There is a challenge pending to the legality of the “Special Intensive Revision” (SIR) in Bihar, where, upon the insistence of the Election Commission (EC), the Supreme Court has taken the position that it will judge the exercise only upon its completion. Traditionally, the courts do presume legality apropos actions of a constitutional authority, but on occasion such deference takes away from accountability owed to the people. The court hearings thus far have only been a series of negotiations between the petitioners, who claimed that the exercise was being carried out in the most arbitrary manner, and the EC, which said that all would be well in the end.
The petitioners had brought a comprehensive challenge to the legality of the exercise but, in the moment, arguments have centred on the immediate practicalities alone, on how to make the exercise more equitable for eligible voters: Those who have been summarily deleted, or those without requisite documents. The Supreme Court has introduced several important checks, which include making Aadhaar cards an acceptable document for enrolment, and also directing political parties and district legal services authorities to help with the process.
The final rolls were published yesterday. They have 7.42 crore voters, down from 7.89 crore. The issue of deletion of lakhs of voters may be considered by the Supreme Court at the next hearing; the EC might argue that those whose names have been deleted have the option of individually petitioning the competent authority.
In any event, the EC’s gambit has imperceptibly shifted the terrain. It is now understood that the state can execute hugely disruptive exercises without any discussion in the public sphere, and without any moral or legal accountability. The EC had itself conducted summary revisions and updations of the Bihar electoral laws as recently as January 2025. However, in the first instance, at least, the EC was not called upon to explain, at the outset, why it was doing this resource-intensive exercise, whether there were less disruptive ways of doing it, and whether it thought about the cost to more marginalised voters, who would have to spend money and sacrifice workdays to get through the bureaucratic process. The big little powerplay is in the refusal to seek, and to offer, accountability, such that everyone’s energies are spent only in resolving the messiness of the exercise.
The question of legality, too, will be interpreted in different ways. In terms of the black-letter law, there will be arguments on whether Section 21(3) of The Representation of the People Act, 1950 gives the EC widespread powers to conduct special revisions at will. However, there will also be the question of whether an exercise of such powers allows for changing the very scheme of the process of enumeration of adult voters.
Article 324(1) of the Constitution of India gives the responsibility for “superintendence, direction and control of the preparation of electoral rolls” to the EC. Article 326 first declares that there shall be universal adult suffrage for all citizens of India, before it mentions disqualifications from the right to be a voter. Those very articles of the Constitution that the EC is citing as indicative of its powers to conduct the SIR, and to weed out ineligible voters, can also be interpreted to mean that the Commission has been given the constitutional duty to facilitate enrolment. It is not the citizen’s duty to take days off, find papers, submit forms, chase BLOs. Rather, it is incumbent upon the EC to ensure enrolment and see to the fact that those with “document deficits”, or other vulnerabilities relating to access and resources, do not get left out of the process.
Article 324 has to be read together with Articles 327 and 328, which give powers to Parliament and to legislative assemblies to make laws enabling the EC to do its duties under Article 324. The scheme of The Representation of the People Act, 1950 and the Registration of Electors Rules, 1960 makes the process of preparing electoral rolls personalised and home-based, as opposed to being “document heavy” and impersonal. The primary responsibility is to be inclusive and ensure universal adult suffrage. It is telling that the Act does not prescribe any test for eligibility, indicating that the draft roll is meant to be all-inclusive. The test for disqualifications may begin once an equitable and fair process has been applied to create a universal roll, and that process is also well-prescribed in law. The process of testing for disqualifications is not meant to take primary place at the cost of equitable enumeration.
In one fell swoop, the SIR inverts the whole process — the burden of inclusion is shifted onto the marginalised voter, and also made document-centred. The shifting of the burden of voter authentication onto the citizens, and to view every citizen with suspicion until proven otherwise, is also monumental. To presume consensus on this, without any public discussion, is the next gambit.
Of course, there is a third way in which the limits of the EC’s powers would be interpreted: Should it not be able to conduct SIRs in the face of “ghuspaithiya” concerns? A strawman would be constructed to argue for a shift in the constitutional responsibility to include voters . I call it a strawman because it is largely unsubstantiated, especially in the Bihar context: No significant numbers have shown up after the exercise. Also, it doesn’t answer the question why the illegal voters did not show up in the summary revisions, or through prescribed processes of disqualification. This, too, is classic powerplay.
In the final analysis, the question that will have to be answered is whether we shortchange constitutional rights in the face of fearmongering.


Instructions for the task → Select the lines below containing the word "cavity".

(Dataset entries on figures)
--- START ---

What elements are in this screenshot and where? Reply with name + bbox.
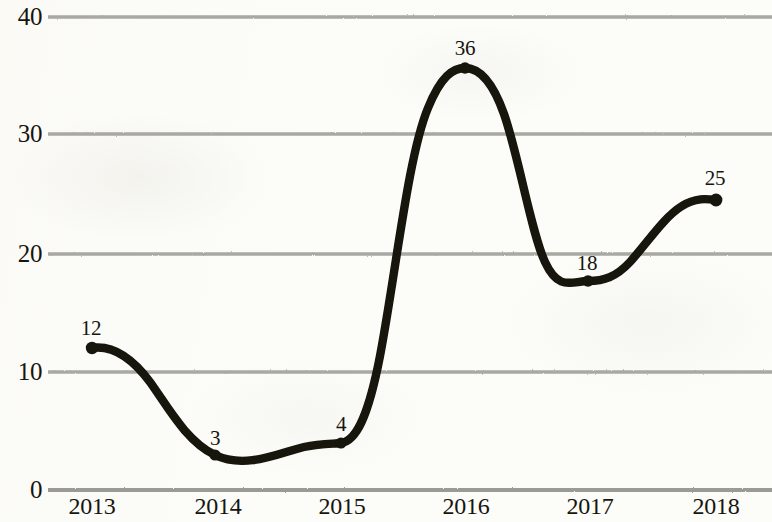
x-tick-label-2015: 2015 [292,494,392,518]
y-tick-label-10: 10 [0,359,42,384]
y-tick-label-0: 0 [0,477,42,502]
x-tick-label-2018: 2018 [666,494,766,518]
data-label-2013: 12 [66,318,116,339]
data-label-2018: 25 [690,168,740,189]
series-path [92,68,716,461]
gridlines [48,17,772,490]
y-tick-label-30: 30 [0,121,42,146]
data-point-2015 [335,437,346,448]
data-point-2013 [86,342,98,354]
data-label-2015: 4 [316,414,366,435]
chart-page: 40 30 20 10 0 2013 2014 2015 2016 2017 2… [0,0,772,522]
line-chart-plot [0,0,772,522]
x-tick-label-2013: 2013 [42,494,142,518]
data-series-line [92,68,716,461]
data-label-2017: 18 [562,253,612,274]
y-tick-label-40: 40 [0,4,42,29]
data-point-2017 [582,275,594,287]
data-point-2016 [459,62,471,74]
y-tick-label-20: 20 [0,241,42,266]
data-label-2016: 36 [440,38,490,59]
data-point-2014 [209,449,220,460]
data-point-2018 [710,194,723,207]
x-tick-label-2016: 2016 [416,494,516,518]
data-label-2014: 3 [190,428,240,449]
x-tick-label-2014: 2014 [168,494,268,518]
x-tick-label-2017: 2017 [540,494,640,518]
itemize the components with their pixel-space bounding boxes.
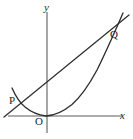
coordinate-plot: [0, 0, 133, 139]
point-label-q: Q: [110, 29, 118, 40]
figure-container: y x O P Q: [0, 0, 133, 139]
point-label-p: P: [9, 95, 15, 106]
x-axis-label: x: [120, 110, 125, 121]
origin-label: O: [35, 116, 43, 127]
y-axis-label: y: [44, 2, 49, 13]
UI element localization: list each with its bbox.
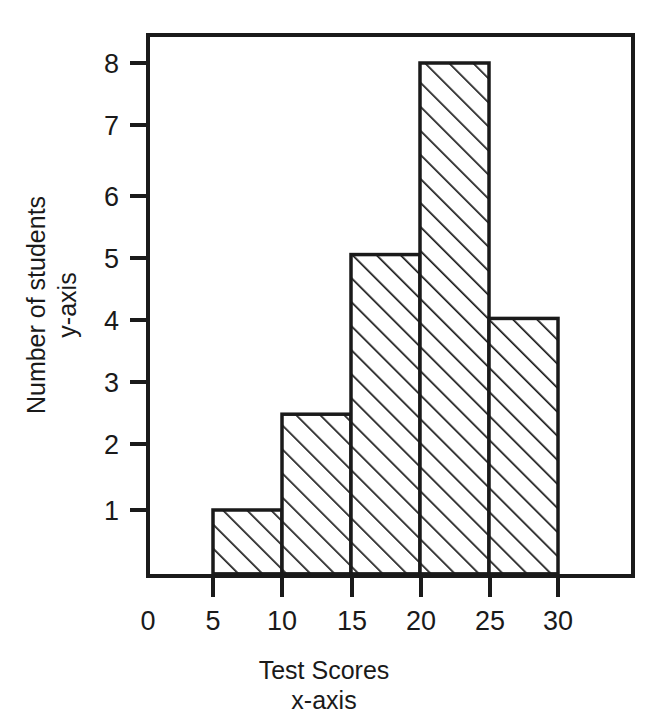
x-tick-label-30: 30 [543, 606, 573, 636]
y-tick-label-1: 1 [104, 496, 119, 526]
y-tick-label-3: 3 [104, 368, 119, 398]
y-axis-tick-labels: 8 7 6 5 4 3 2 1 [104, 49, 119, 526]
x-tick-label-15: 15 [337, 606, 367, 636]
bar-15-20 [351, 255, 420, 574]
x-tick-label-20: 20 [406, 606, 436, 636]
histogram-bars [213, 63, 558, 574]
y-tick-label-7: 7 [104, 111, 119, 141]
y-tick-label-5: 5 [104, 244, 119, 274]
y-tick-label-2: 2 [104, 430, 119, 460]
y-axis-title: Number of students [22, 196, 50, 414]
x-tick-label-0: 0 [140, 606, 155, 636]
x-axis-subtitle: x-axis [291, 686, 356, 713]
x-axis-title: Test Scores [259, 656, 390, 684]
chart-canvas: 8 7 6 5 4 3 2 1 0 5 [0, 0, 647, 713]
bar-20-25 [420, 63, 489, 574]
bar-10-15 [282, 414, 351, 574]
x-tick-label-25: 25 [475, 606, 505, 636]
bar-25-30 [489, 318, 558, 573]
y-tick-label-6: 6 [104, 182, 119, 212]
x-tick-label-10: 10 [267, 606, 297, 636]
y-axis-subtitle: y-axis [53, 272, 81, 337]
x-tick-label-5: 5 [205, 606, 220, 636]
y-tick-label-4: 4 [104, 306, 119, 336]
y-tick-label-8: 8 [104, 49, 119, 79]
histogram-figure: 8 7 6 5 4 3 2 1 0 5 [0, 0, 647, 713]
x-axis-tick-labels: 0 5 10 15 20 25 30 [140, 606, 573, 636]
bar-5-10 [213, 510, 282, 574]
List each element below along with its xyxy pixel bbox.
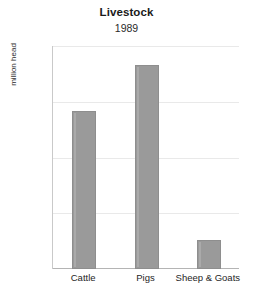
plot-inner xyxy=(53,46,239,269)
bar-cattle xyxy=(72,111,96,269)
x-tick-label: Cattle xyxy=(71,272,96,283)
chart-subtitle: 1989 xyxy=(0,22,253,34)
plot-area xyxy=(52,46,239,269)
bar-sheep-goats xyxy=(197,240,221,269)
x-tick-label: Sheep & Goats xyxy=(176,272,240,283)
y-axis-title: million head xyxy=(9,25,18,105)
bar-pigs xyxy=(135,65,159,269)
livestock-bar-chart: Livestock 1989 million head 00.30.60.91.… xyxy=(0,0,253,305)
gridline xyxy=(53,46,239,47)
chart-title: Livestock xyxy=(0,6,253,18)
x-tick-label: Pigs xyxy=(136,272,154,283)
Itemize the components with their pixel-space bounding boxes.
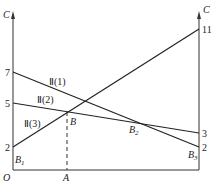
origin-label: O: [3, 172, 10, 183]
cost-diagram: C C O A 7 5 2 11 3 2 Ⅱ(1) Ⅱ(2) Ⅱ(3) B1 B…: [0, 0, 217, 184]
left-axis-arrow-icon: [11, 11, 15, 19]
point-b1-label: B1: [15, 154, 25, 167]
right-axis-label: C: [203, 4, 210, 15]
left-tick-7: 7: [5, 67, 10, 78]
line-ii-2-label: Ⅱ(2): [37, 94, 54, 106]
line-ii-1: [13, 72, 199, 147]
line-ii-2: [13, 103, 199, 133]
line-ii-3: [13, 29, 199, 147]
right-tick-2: 2: [202, 142, 207, 153]
left-tick-5: 5: [5, 98, 10, 109]
point-b3-label: B3: [188, 149, 198, 162]
line-ii-1-label: Ⅱ(1): [49, 76, 66, 88]
right-tick-11: 11: [202, 24, 212, 35]
point-b2-label: B2: [129, 124, 139, 137]
right-axis-arrow-icon: [197, 11, 201, 19]
left-tick-2: 2: [5, 142, 10, 153]
x-marker-a-label: A: [62, 172, 70, 183]
line-ii-3-label: Ⅱ(3): [24, 118, 41, 130]
point-b-label: B: [70, 116, 76, 127]
right-tick-3: 3: [202, 128, 207, 139]
left-axis-label: C: [3, 9, 10, 20]
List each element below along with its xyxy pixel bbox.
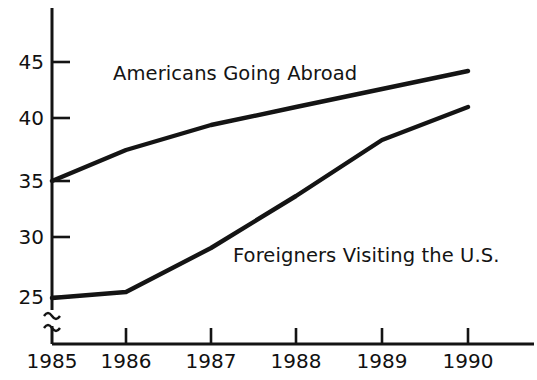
y-tick-label-45: 45 xyxy=(4,50,44,74)
x-tick-label-1989: 1989 xyxy=(337,349,427,373)
y-tick-label-25: 25 xyxy=(4,285,44,309)
line-chart: 45 40 35 30 25 1985 1986 1987 1988 1989 … xyxy=(0,0,537,380)
x-tick-marks xyxy=(126,328,468,344)
series-annotation-americans-going-abroad: Americans Going Abroad xyxy=(113,62,357,85)
series-line-americans-going-abroad xyxy=(52,71,468,181)
y-tick-label-35: 35 xyxy=(4,169,44,193)
axis-break-squiggle-upper xyxy=(44,313,60,319)
x-tick-label-1986: 1986 xyxy=(81,349,171,373)
series-line-foreigners-visiting-us xyxy=(52,107,468,298)
y-tick-label-30: 30 xyxy=(4,225,44,249)
series-annotation-foreigners-visiting-us: Foreigners Visiting the U.S. xyxy=(233,244,500,267)
x-tick-label-1988: 1988 xyxy=(251,349,341,373)
x-tick-label-1990: 1990 xyxy=(423,349,513,373)
y-tick-label-40: 40 xyxy=(4,106,44,130)
chart-plot-area xyxy=(0,0,537,380)
x-tick-label-1987: 1987 xyxy=(166,349,256,373)
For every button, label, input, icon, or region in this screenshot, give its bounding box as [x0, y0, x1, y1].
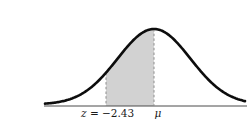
normal-curve-figure: z = −2.43 μ	[40, 16, 251, 123]
mu-label: μ	[155, 107, 162, 119]
z-value-label: z = −2.43	[80, 107, 134, 119]
z-value-text: = −2.43	[87, 107, 135, 119]
mu-symbol: μ	[155, 107, 162, 119]
shaded-area	[106, 29, 154, 106]
normal-distribution-chart: z = −2.43 μ	[40, 16, 251, 123]
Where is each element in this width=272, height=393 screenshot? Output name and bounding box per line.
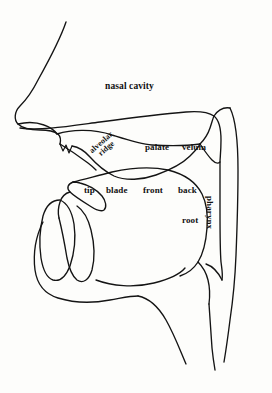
neck-front-outline-path — [138, 296, 186, 364]
label-tongue-back: back — [178, 186, 197, 195]
label-pharynx: pharynx — [205, 196, 214, 229]
mouth-floor-path — [96, 268, 185, 286]
label-tongue-tip: tip — [84, 186, 95, 195]
larynx-front-path — [206, 264, 222, 280]
face-profile-path — [15, 22, 66, 144]
nasopharynx-roof-path — [214, 108, 230, 116]
velum-uvula-path — [200, 116, 214, 144]
label-velum: velum — [182, 143, 206, 152]
label-tongue-blade: blade — [106, 186, 128, 195]
label-tongue-front: front — [143, 186, 163, 195]
trachea-front-path — [209, 304, 215, 370]
mandible-inner-path — [59, 206, 94, 282]
label-palate: palate — [145, 143, 169, 152]
vocal-tract-outline-svg — [0, 0, 272, 393]
label-tongue-root: root — [182, 216, 198, 225]
nasal-cavity-roof-path — [20, 112, 214, 129]
vocal-tract-diagram: nasal cavity palate velum alveolar ridge… — [0, 0, 272, 393]
hard-palate-path — [57, 130, 200, 145]
jaw-chin-outline-path — [34, 222, 138, 302]
pharynx-front-wall-path — [214, 116, 222, 280]
epiglottis-notch-path — [198, 262, 210, 304]
label-nasal-cavity: nasal cavity — [105, 82, 154, 92]
lower-teeth-path — [58, 192, 70, 218]
neck-back-outline-path — [224, 108, 238, 362]
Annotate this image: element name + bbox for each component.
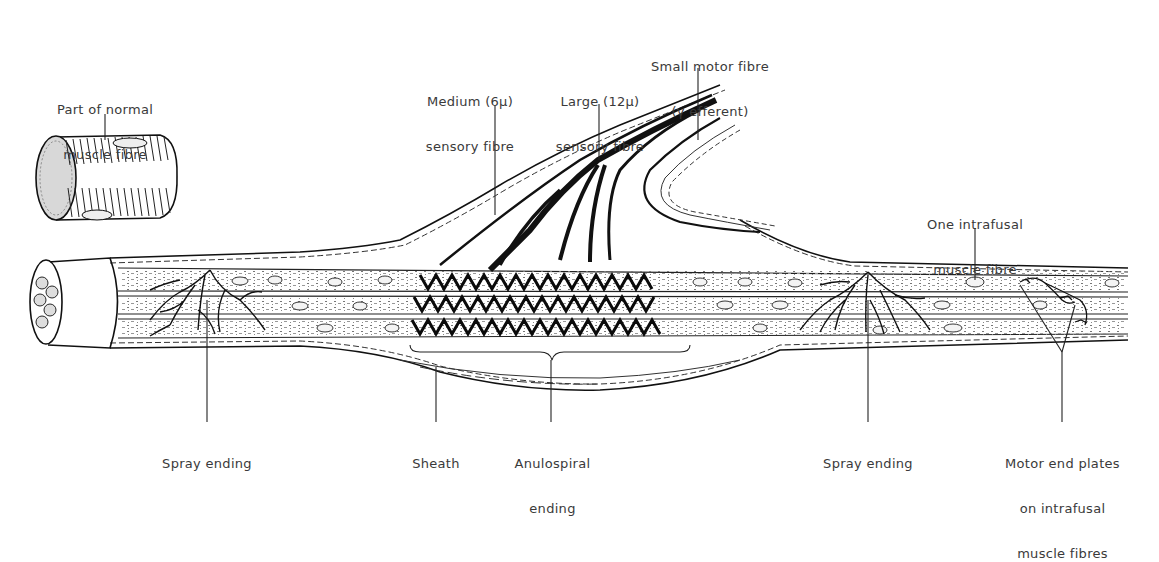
label-line: sensory fibre — [545, 139, 655, 154]
label-line: sensory fibre — [410, 139, 530, 154]
label-motor-end-plates: Motor end plates on intrafusal muscle fi… — [995, 426, 1130, 562]
label-spray-ending-left: Spray ending — [147, 426, 267, 486]
label-line: on intrafusal — [995, 501, 1130, 516]
anulospiral-brace — [410, 345, 690, 360]
label-normal-muscle-fibre: Part of normal muscle fibre — [40, 72, 170, 177]
label-line: muscle fibre — [40, 147, 170, 162]
label-line: Large (12μ) — [545, 94, 655, 109]
label-line: One intrafusal — [915, 217, 1035, 232]
label-line: Anulospiral — [505, 456, 600, 471]
label-line: Sheath — [400, 456, 472, 471]
label-large-sensory-fibre: Large (12μ) sensory fibre — [545, 64, 655, 169]
label-line: muscle fibre — [915, 262, 1035, 277]
label-line: Spray ending — [147, 456, 267, 471]
label-line: Small motor fibre — [640, 59, 780, 74]
label-spray-ending-right: Spray ending — [808, 426, 928, 486]
label-line: Motor end plates — [995, 456, 1130, 471]
label-line: (γ efferent) — [640, 104, 780, 119]
label-line: muscle fibres — [995, 546, 1130, 561]
label-small-motor-fibre: Small motor fibre (γ efferent) — [640, 29, 780, 134]
label-anulospiral-ending: Anulospiral ending — [505, 426, 600, 531]
label-one-intrafusal-fibre: One intrafusal muscle fibre — [915, 187, 1035, 292]
label-line: Part of normal — [40, 102, 170, 117]
label-line: Spray ending — [808, 456, 928, 471]
label-medium-sensory-fibre: Medium (6μ) sensory fibre — [410, 64, 530, 169]
label-line: Medium (6μ) — [410, 94, 530, 109]
label-sheath: Sheath — [400, 426, 472, 486]
label-line: ending — [505, 501, 600, 516]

--- END ---

Answer for this exercise →
nasal-cavity-roof-path — [20, 112, 214, 129]
vocal-tract-diagram: nasal cavity palate velum alveolar ridge… — [0, 0, 272, 393]
label-nasal-cavity: nasal cavity — [105, 82, 154, 92]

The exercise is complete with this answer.